Akosua’s voice was a whisper over the pitch of the screaming storm. “Which is why you cannot interfere the way you intend to, Mira.”
I’d been waiting for someone to unmask the person behind the blue. But even if my gut had already told me it was her, I hadn’t been expecting to hear my mom’s name pierced by the same icy resentment Akosua usually reserved for me.
Fei clasped a gloved hand on Mira’s shoulder. “How is an eternity of suffering worth a fleeting moment?”
My mom twisted to the woman in yellow. “It isn’t fleeting. I’m in love.”
The others groaned, shaking their heads.
“Love. Since when do the Watchers get to partake in such mortal pleasures?” Gaia’s last phrase struck me—she’d used it against me for enjoying far less important things.
Unease bounced around my insides like a pinball.
“What about the souls you’ve sworn to protect?” Fei took my mom’s hands. “What about your sisters; don’t you love us?”
“Of course, I do.” The others didn’t seem super convinced. To be honest, neither did I, no matter how sincere she tried to sound. Not that I didn’t think my mom cared but…I gulped, acid stinging my throat. I knew how this story ended.

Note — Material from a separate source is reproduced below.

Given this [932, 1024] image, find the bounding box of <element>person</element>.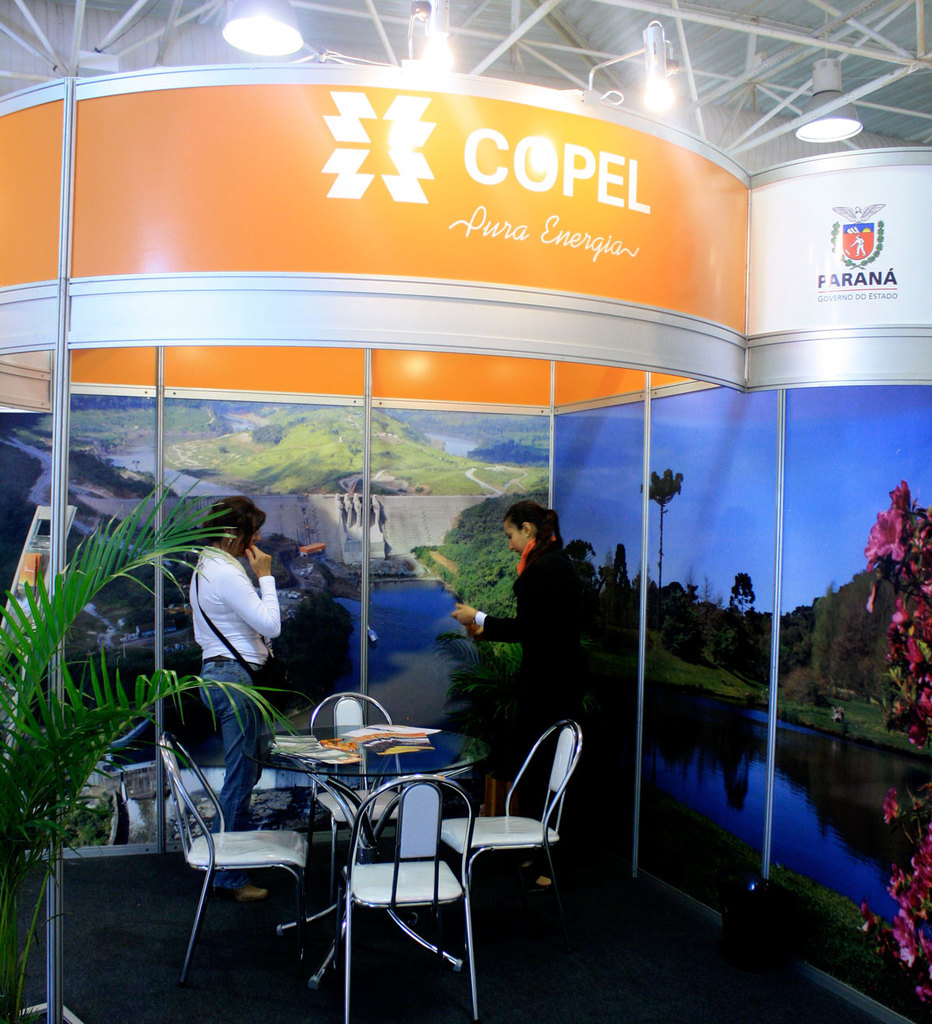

“This temptation was written in Apocrypha. We knew it would come, yet you still give in to its lure.” There was no denying the frustration in Akosua’s words—it was her tone that gripped my chest, an aching, cauterizing sadness that no level of candor could conceal. “If you decide to pursue this, you will lose your place not just among the Watchers, but in Empyrea. It is Law, Mira. The greatest love won’t change that. Three upsets the balance, and when you take away water, the elements, life…they simply cannot thrive. Neither can our Source or protection over the People of Earth, and that gives Chthonia the advantage.”

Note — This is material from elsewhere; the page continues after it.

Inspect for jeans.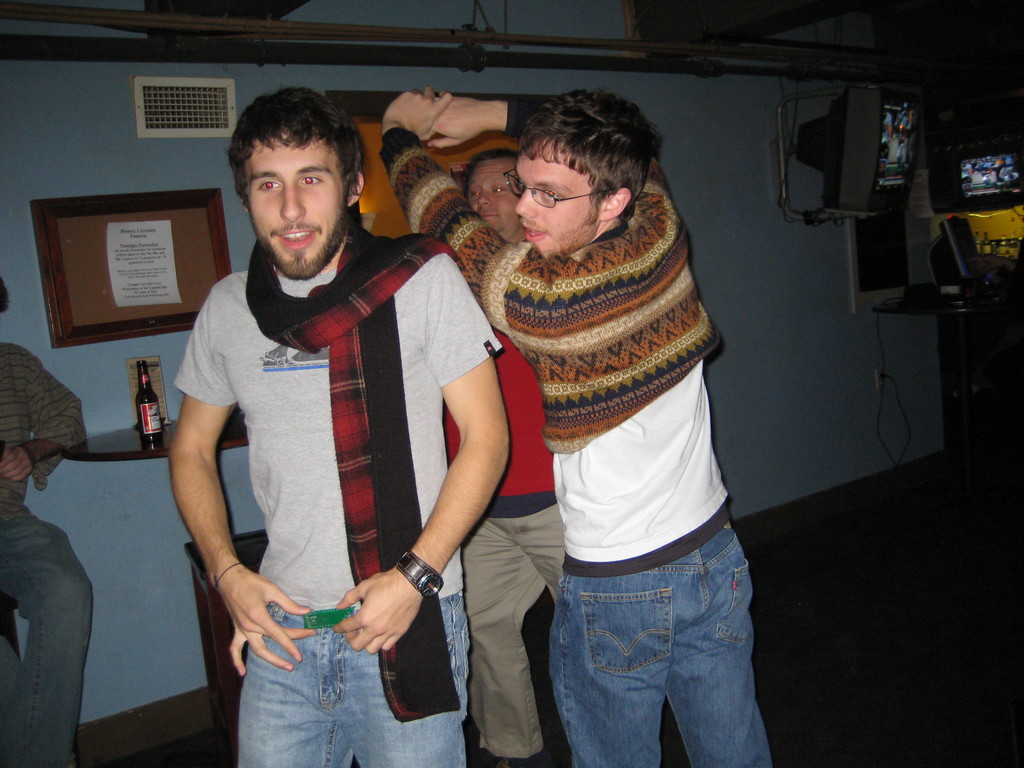
Inspection: select_region(511, 460, 763, 763).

A deep-rooted fear pooled in my gut like an iron shackle chaining me to the bottom of the sea. The gravity of this information swirled around me. I knew certain types of relationships were forbidden between angels and humans—and if they crossed that line, it was goodbye magic and immortality—but Akosua made it sound like there was something else to it…I eased closer to the ledge, my footfalls not disturbing the gravel or the ears of those gathered on the path.
“The world won’t unravel because of this.” My mom’s laugh was like a playful splash of water that no one else engaged in. “We’re not star-crossed lovers. We won’t end up like them.” It sounded a lot like denial. It surprised me to hear it.
Judging by Gaia’s, Fei’s, and Akosua’s bowed heads and slackened shoulders, it killed them to hear it, too.
“We can only hope you’re right.” The Angel of Air released her grip, but the steel in her voice didn’t soften.
“She’s right. The world won’t unravel.” Gaia’s voice was stale, no trace of the earlier snark. “It’ll end up so much worse.”
Akosua’s gaze didn’t waver from the inbound storm. “Chthonia will strike. Hell will truly be unleashed. And we’ll be archangels without powers or purpose.”
As I reached the mesa’s rim, shadows intertwined with the sheets of hail and hurricane-force winds—the forms within the rain flailing, bending at awkward angles, shooting downward like stars.
The tempest swarmed the cliffside, its unruly gusts kicking up dirt and whipping my hair in my face, the frigid cold stinging my eyes. Erratic wails barreled into my ears, so unnaturally loud and thrashy, igniting every inch of my body in shivers. I tucked the sides of my head between my elbows as the shadows grew sharper, and it became clear these were far more sinister than ice pellets. They were people, angels, and the sound wasn’t the wind echoing off the ravine: it was screams from them, endlessly falling.
Sentenced to a punishment worse than death, stuck in a vortex with no end or beginning, their broken wings and writhing bodies sent shudders up my spine. It was no wonder this mesa was so dead and gray. Their sorrow blanched the realm of all hope, drained the color from my face. Some angels fought against this unholy force, but it proved resistant to every punch, plea, and prayer. Others wept. A lot of them fell in a horrified stupor, limbs limp, skin raw and ruddy, as if they’d been plummeting for centuries.
I almost collapsed, my legs were shaking so badly.